Fresh Eyes

So awhile back, I was reading a book that is, for me, perfect bedtime reading as it allows me to nod off to sleep mid-sentence with no yearning to read just one more page. Fluff. But as I made my way through it, I found it harder and harder to follow the plot because all I could see were the glaring differences between the black and white characters. I started to notice that the black maid is always called by her first name, whereas she addresses all of the white characters with a more formal Mr., Miss, or Mrs. While most of the white people are middle to upper class, all of the black people in these books are poor. And, to top things off, the maid, our white heroine’s trusted confidante, speaks like Mammy from Gone with the Wind, even though this book was written and set in the 2000’s. I started to think about what it would feel like if I were an African American woman reading this book. It didn’t feel good.

I went online to read reviews for this series, and found that the overwhelming majority were positive. So quaint. So sweet. Such great characters. In my mind, I saw a circle of nicely dressed white women laughing at the situations that this headstrong woman gets herself into, and thanking God for her maid, with her shoes cut open to ease her corns, her great cooking, and her sage advice.

There was a time when I could have been one of those women. Not mean. Just oblivious.

I put that book away and started to wonder when I had changed. Where had my new perspective come from? I mean, I have always spoken out about inequality, but this was something new.

I think it all started with Toni Morrison. Or maybe it was the Black Lives Matter movement. Or maybe even Trump. But at some time in the last few years, something shifted.

Toni Morrison is a Nobel Prize winning black American author. In 1996, at Oprah’s suggestion, I read her novel The Song of Solomon. I couldn’t really relate to it, being a white woman from small town Canada. I tried a second book of hers and gave up half way through. I found out later that Morrison describes herself as a black author who writes to, for, and about black people. Then recently, I read about a group of students who had one of her books as part of their class reading list. In discussion, a white student said he didn’t finish it because he couldn’t relate to it. I understood. Then a black student spoke up and said she’s spent a lifetime reading books that she couldn’t relate to, so suck it up.

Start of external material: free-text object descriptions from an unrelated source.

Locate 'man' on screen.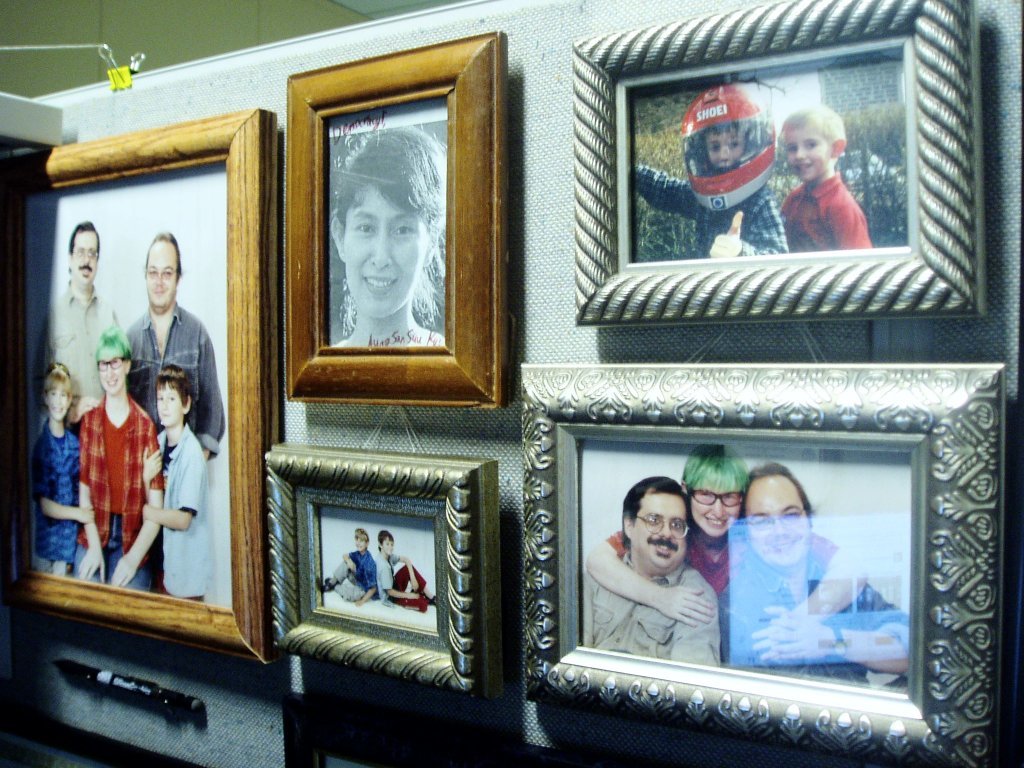
On screen at 591, 481, 742, 687.
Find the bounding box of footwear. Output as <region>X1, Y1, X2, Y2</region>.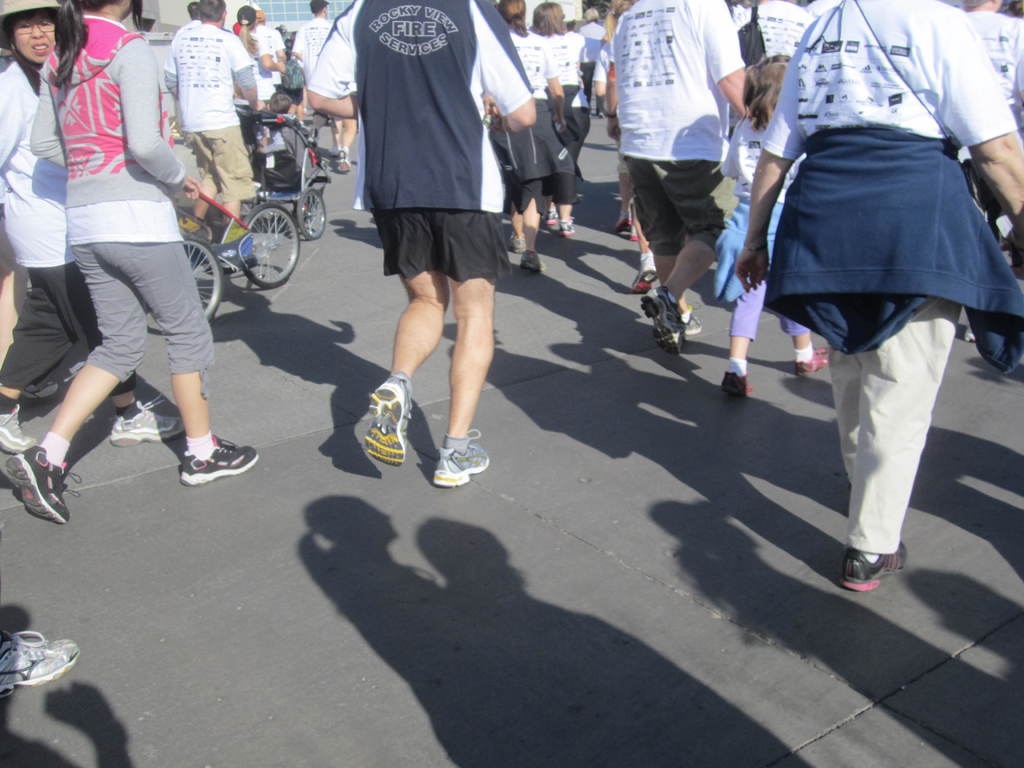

I did a mental double take. Wha..what? I realized, in that instant, that not once have I ever given a thought to the fact that most books I had read were written by white authors to, for, and about white people. Never once did I put myself in the shoes of those who have spent a lifetime reading these same books about people who they have nothing in common with.

And then came the debate about removing Confederate statues. And close to home, the renaming of a Canadian Parliament building which had been named after a man who played an important role in the creation of the Residential School system, a system which will negatively impact our Indigenous people for generations to come. Once again, I had never given a thought to this until an Indigenous woman spoke of the feeling of walking into a building of her government that is named in honour of a person who tried to wipe out her whole culture. I couldn’t even imagine how awful that would feel.

In the last few years, I have finally come to really understand white privilege. If you are white, and just going along, living your life, you wouldn’t even notice you have it. It’s just life, right? If you’re poor and white, you really may not get it. But stop and look at just these few examples, and the privilege becomes more obvious. You may not want to admit it. It may piss you off that people like me go on about it. It may frighten you, because it might mean that you have to give something up.

But you see, regardless of what you may think about it, I am grateful that these women spoke up, because their words have given me fresh eyes. And they make me want to understand more. Read more. Talk more. There’s just no going back.

Today, I downloaded the audio version of Toni Morrison’s novel Home from my local library. I’m enjoying the sound of her voice. I can see the characters in my mind’s eye. I’m not looking for the character who I can relate to, I’m just enjoying the story. And maybe, before the end, I might learn something new.